Starting with that experiment that was "not working," Dr. Epstein's team realized that PID1 was capable of slowing the growth of certain types of brain cancers. In 2014, they published the first paper linking higher expression of tumor PID1 to longer survival in patients with medulloblastomas, gliomas, and in the dish, higher PID1 expression slowed growth of cells of these two brain cancers as well as a third: atypical teratoid rhabdoid tumor.
Since then, Dr. Epstein has continued investigating the relationship between PID1 and medulloblastomas and the molecular mechanism that regulates the anti-tumor effect, with support of grants from the Pediatric Cancer Research Foundation. These avenues of study are crucial in growing both our understanding of pediatric cancer and our ability to effectively treat it.
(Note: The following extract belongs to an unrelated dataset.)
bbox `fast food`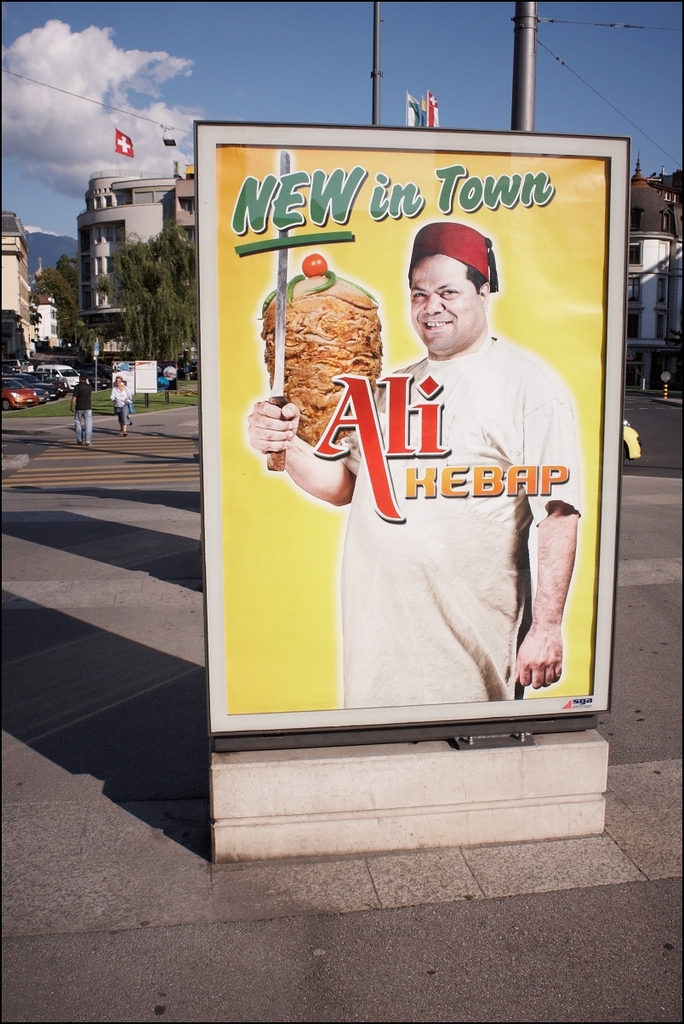
[left=272, top=270, right=396, bottom=472]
"Most of the time, you have a hypothesis and do an experiment to test that hypothesis: you may find that your results either fit the hypothesis or do not fit it. Everyone loves to get results that support their hypothesis. However, it is perfectly okay to find that the results do not fit the hypothesis," she said.
"In this case, as long as there were no technical problems/errors and all experimental controls were included, the conclusion is that the hypothesis was probably incorrect, at least in part, or inaccurate or not inclusive of some situations. The next step is to re-think the hypothesis to find one that is consistent with the results obtained, and then retest it, rather than discard the results and forget about them."
"A 'no' result to an experiment is just as valid and just as important an answer as a 'yes.' It is important because it tells you that the place where you are looking is not the right path and you have to go to a different path. That in itself can often be an aha moment."